World Juniors: Debutants Make a Mark

World Juniors: Debutants Make a Mark

Trinidad & Tobago, playing their first BWF World Junior Mixed Team Championships, notched their first win in Nanchang despite missing their women’s doubles players.

The Caribbeans, whose women’s doubles players stayed home due to health reasons, have been able to field only three players in all their ties – Vishal Ramsubhag, Jace Smith and Samiya Karim. After finishing last in their group and now competing for positions 33-40, they held off Mongolia in a tense finish in women’s singles, 110-106.

Samiya Karim took Trinidad & Tobago to victory in the final match

“It means a lot. It’s our first time and we’re happy we could at least have a win over Mongolia,” said Smith.

Mongolia led for the most part, and by the seventh match, were up 66-50. Ramsubhag and Smith in the second men’s doubles kept the Caribbeans in the hunt, as they narrowed the deficit to just four. When it went to the final match between Saniya Karim and Mongolia’s Tselmeg-Od Enkhlen, Trinidad & Tobago were up by 11 points.

Enkhlen threatened to take the tie Mongolia’s way, but Karim just about helped her team breast the tape at 110-106.

“I’m still nervous. I still can’t believe we won the tie,” said Karim. “It’s our first time at the World Juniors and it’s an unreal experience. I was shaking. I was telling myself to keep going, that it’s just a few points.”

“Of course we believed,” said Ramsubhag. “We never lost faith. It was frightful, though. We’ve made a mark – that was the goal. (For the future) we will keep going harder and harder, until we beat Denmark!”

New Zealand Win Thriller

New Zealand do the haka at the team cheering session before the day’s competition

New Zealand won by the closest margin possible in the relay scoring system, beating Netherlands 110-109 in the tie for positions 17-24.

Oddly enough, Netherlands won every match but the final one. When the penultimate match ended, Netherlands led 99-94, with just the second men’s doubles to go.

Raphael Chris Deloy and Lezhi Zhu turned the script around, fighting off an early deficit and shooting ahead at the final stretch to complete the memorable win for New Zealand.

“We just kept telling ourselves to never give up,” said Zhu. “To beat Netherlands, it means a lot.”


| Instructions to follow |
Every line of the records below that has the word "located" should be copied.

***

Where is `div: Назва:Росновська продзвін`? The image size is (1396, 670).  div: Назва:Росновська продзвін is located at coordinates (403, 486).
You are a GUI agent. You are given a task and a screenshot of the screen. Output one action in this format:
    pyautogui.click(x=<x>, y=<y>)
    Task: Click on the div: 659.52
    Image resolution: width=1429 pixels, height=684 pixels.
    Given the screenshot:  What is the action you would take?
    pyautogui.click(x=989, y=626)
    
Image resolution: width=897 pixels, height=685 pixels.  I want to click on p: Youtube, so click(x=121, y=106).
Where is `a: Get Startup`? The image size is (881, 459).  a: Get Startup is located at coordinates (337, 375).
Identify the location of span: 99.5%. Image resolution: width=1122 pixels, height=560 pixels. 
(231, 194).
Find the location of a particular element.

***

| Solution to this problem |
Where is `div: Назва:Росновська продзвін`? The image size is (1396, 670).  div: Назва:Росновська продзвін is located at coordinates (403, 486).
Where is `a: Get Startup`? The image size is (881, 459).  a: Get Startup is located at coordinates (337, 375).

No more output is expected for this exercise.